Tuesday, December 3, 2013

"Sonate, que me veux-tu?"

The title is a quotation, supposedly from the French philosopher Bernard Le Bovier de Fontenelle, cited by Rousseau at the end of his article on "Sonate" in the Encyclopédie. But while mentioned many times in the eighteenth century in connection with the controversy over the problem of the meaning or nature of expression in instrumental music, its recent notoriety stems from its use as the title of an essay by Pierre Boulez on his Third Piano Sonata published in Perspectives of New Music (Spring, 1963).

I want to go back to the original meaning of the remark: "sonata, what do you want from me?" Fontenelle was exasperated at instrumental music's lack of semantic content. The meaning of music with words could be surmised quite easily, though I wonder sometimes that people often do not seem to notice that the music accompanying text can have a rather subtle relationship to that text. It can, for example, comment sardonically or otherwise contradict or undermine the supposed meaning of the text. But what could instrumental music possibly mean? Was it mere diversion, pleasing patterns with no more significance than the patterns of wallpaper?

This question became acute in the 18th century as the instrumental genres that began in the 17th and even 16th centuries began to break away from their humble origins in, for the most part, dance music, and to take on an independent expressive role. While the Baroque composers of instrumental music like Louis and François Couperin, Antonio Vivaldi and J. S. Bach certainly created an immense corpus of purely instrumental music, it only started to take on what we might discern as a personality with the music of Joseph Haydn. Movements from symphonies or string quartets lost their abstract character and began to reflect a whole spectrum of quirky human individuality. It may have been an inkling of this that led Fontenelle to make his remark. Now, of course, as Fontenelle died in 1757, it was not the music of Haydn that he was likely to have heard, but more likely something by François Couperin. Here is Les Lis naissans from the 13th Ordre:


The title means "the nascent lilies". These kind of whimsical titles are not quite borne out in the music. This is, after all, just a rather charming allemande:



But in the hands of Joseph Haydn, instead of tacking on individual character with a colorful title, he began to instill it into the music itself, which was now hiding behind bland titles that were mere hints as to the tempo like "allegro" or "adagio". But listen to how much expressive individuality begins to infuse these movements. Here is the opening adagio from the Symphony No. 22 in E flat major, dating from 1764:



And the opening in the score:



Now compare the first movement from the Symphony No. 49 in F minor (not C major as incorrectly stated on the video) from just a few years later in 1768:


Here is how that movement begins:



Roughly the same tempo and same instruments, but how utterly different the expression and effect. [UPDATE: Silly me! The woodwinds in the Symphony No. 22 are not oboes tout simple but rather the tenor oboe called the "English Horn" or "corni inglesi" in the score.] Instead of composing within a set of conventions and guidelines, Haydn is inventing an entirely new way of writing for each movement of each symphony. One more example? Here is the opening adagio movement from the Symphony No. 34 in D minor dating from about 1766:


And the score:


Each movement, though written in roughly the same slow adagio tempo and for exactly the same instrumentation, achieves an entirely different effect. The individuality is achieved through a number of different techniques. Notice how they all begin piano (softly) with the exception of No. 22 which has the horns loud. The texture of the accompaniment is different each time: piano staccato in No. 22, sustained in No. 49 with the low strings playing just on the first beat, and in No. 34, arpeggiated chords in the 2nd violin with the low strings on the first and third beats. The melody is also utterly different in each movement. In No. 22 it is a dialogue between the horns and oboes; in No. 49 a somber movement up to the minor third in quarter notes, and in No. 34 a long, held note, that suddenly leaps into rhythmic activity just at the end of the phrase.

There are composers that are beloved of the general public and then there are composers that are especially loved by other composers because of their seemingly endless capacity for invention. Among these the foremost are probably J. S. Bach, Domenico Scarlatti with his 555 keyboard sonatas and Joseph Haydn with his 108 (or is it merely 106?) symphonies.

1 comment:

Anonymous said...

Thank you for the explanation. Very thorough and concise!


## HOW TO COMPLETE THIS TASK:
Return all lines from the listing below that include the word "button".

## RECORDS SUPPLIED:

....

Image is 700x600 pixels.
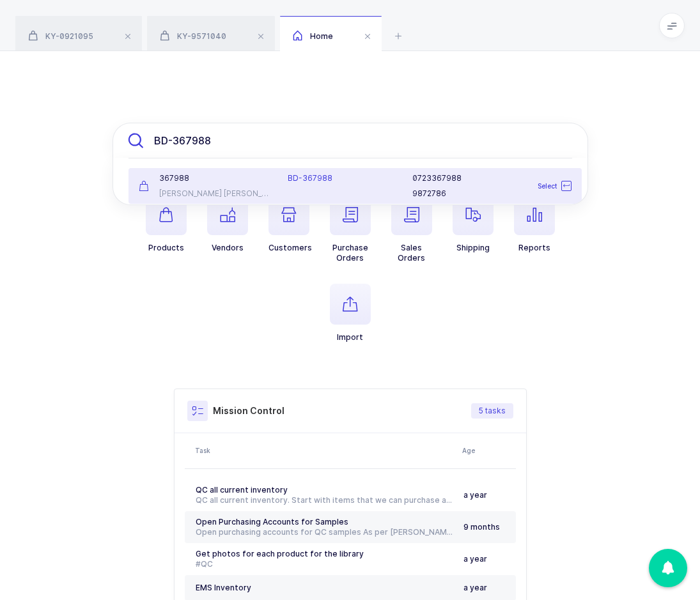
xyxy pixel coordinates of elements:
[195,583,251,593] span: EMS Inventory
[213,405,284,418] h3: Mission Control
[195,528,453,538] div: Open purchasing accounts for QC samples As per [PERSON_NAME], we had an account with [PERSON_NAME...
[139,189,273,199] div: [PERSON_NAME] [PERSON_NAME]
[514,195,555,253] button: Reports
[146,195,187,253] button: Products
[160,31,227,41] span: KY-9571040
[195,496,453,506] div: QC all current inventory. Start with items that we can purchase a sample from Schein. #[GEOGRAPHI...
[269,195,312,253] button: Customers
[293,31,333,41] span: Home
[508,173,579,199] div: Select
[139,173,273,183] div: 367988
[463,583,487,593] span: a year
[195,517,348,527] span: Open Purchasing Accounts for Samples
[463,490,487,500] span: a year
[207,195,248,253] button: Vendors
[392,195,432,263] button: SalesOrders
[195,485,287,495] span: QC all current inventory
[413,173,572,183] div: 0723367988
[452,195,494,253] button: Shipping
[112,123,589,159] input: Search
[287,173,332,183] span: BD-367988
[413,189,572,199] div: 9872786
[479,406,506,416] span: 5 tasks
[330,284,371,342] button: Import
[195,559,453,570] div: #QC
[28,31,93,41] span: KY-0921095
[195,446,455,456] div: Task
[463,446,512,456] div: Age
[195,549,364,559] span: Get photos for each product for the library
[330,195,371,263] button: PurchaseOrders
[463,554,487,564] span: a year
[463,523,500,532] span: 9 months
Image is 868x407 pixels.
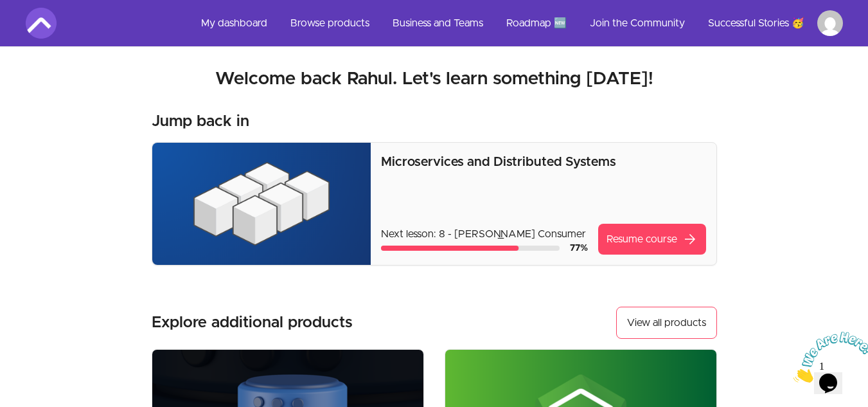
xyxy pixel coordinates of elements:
a: Successful Stories 🥳 [698,8,815,39]
h3: Jump back in [151,111,249,132]
h2: Welcome back Rahul. Let's learn something [DATE]! [5,68,864,91]
h3: Explore additional products [151,312,353,333]
a: My dashboard [191,8,277,39]
nav: Main [191,8,843,39]
img: Amigoscode logo [25,8,56,39]
button: View all products [616,306,717,339]
img: Product image for Microservices and Distributed Systems [152,143,371,265]
a: Join the Community [580,8,695,39]
iframe: chat widget [788,327,868,388]
a: Browse products [280,8,380,39]
p: Microservices and Distributed Systems [381,153,706,171]
span: arrow_forward [682,231,698,247]
a: Resume coursearrow_forward [599,224,706,255]
a: Roadmap 🆕 [496,8,577,39]
span: 1 [5,5,10,16]
img: Chat attention grabber [5,5,85,56]
a: Business and Teams [382,8,493,39]
div: Course progress [381,245,559,251]
p: Next lesson: 8 - [PERSON_NAME] Consumer [381,226,587,241]
img: Profile image for Rahul [818,10,843,36]
span: 77 % [570,243,588,253]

....

## ANSWER SECTION:
[514,195,555,253] button: Reports
[146,195,187,253] button: Products
[269,195,312,253] button: Customers
[207,195,248,253] button: Vendors
[392,195,432,263] button: SalesOrders
[452,195,494,253] button: Shipping
[330,284,371,342] button: Import
[330,195,371,263] button: PurchaseOrders
button: View all products [616,306,717,339]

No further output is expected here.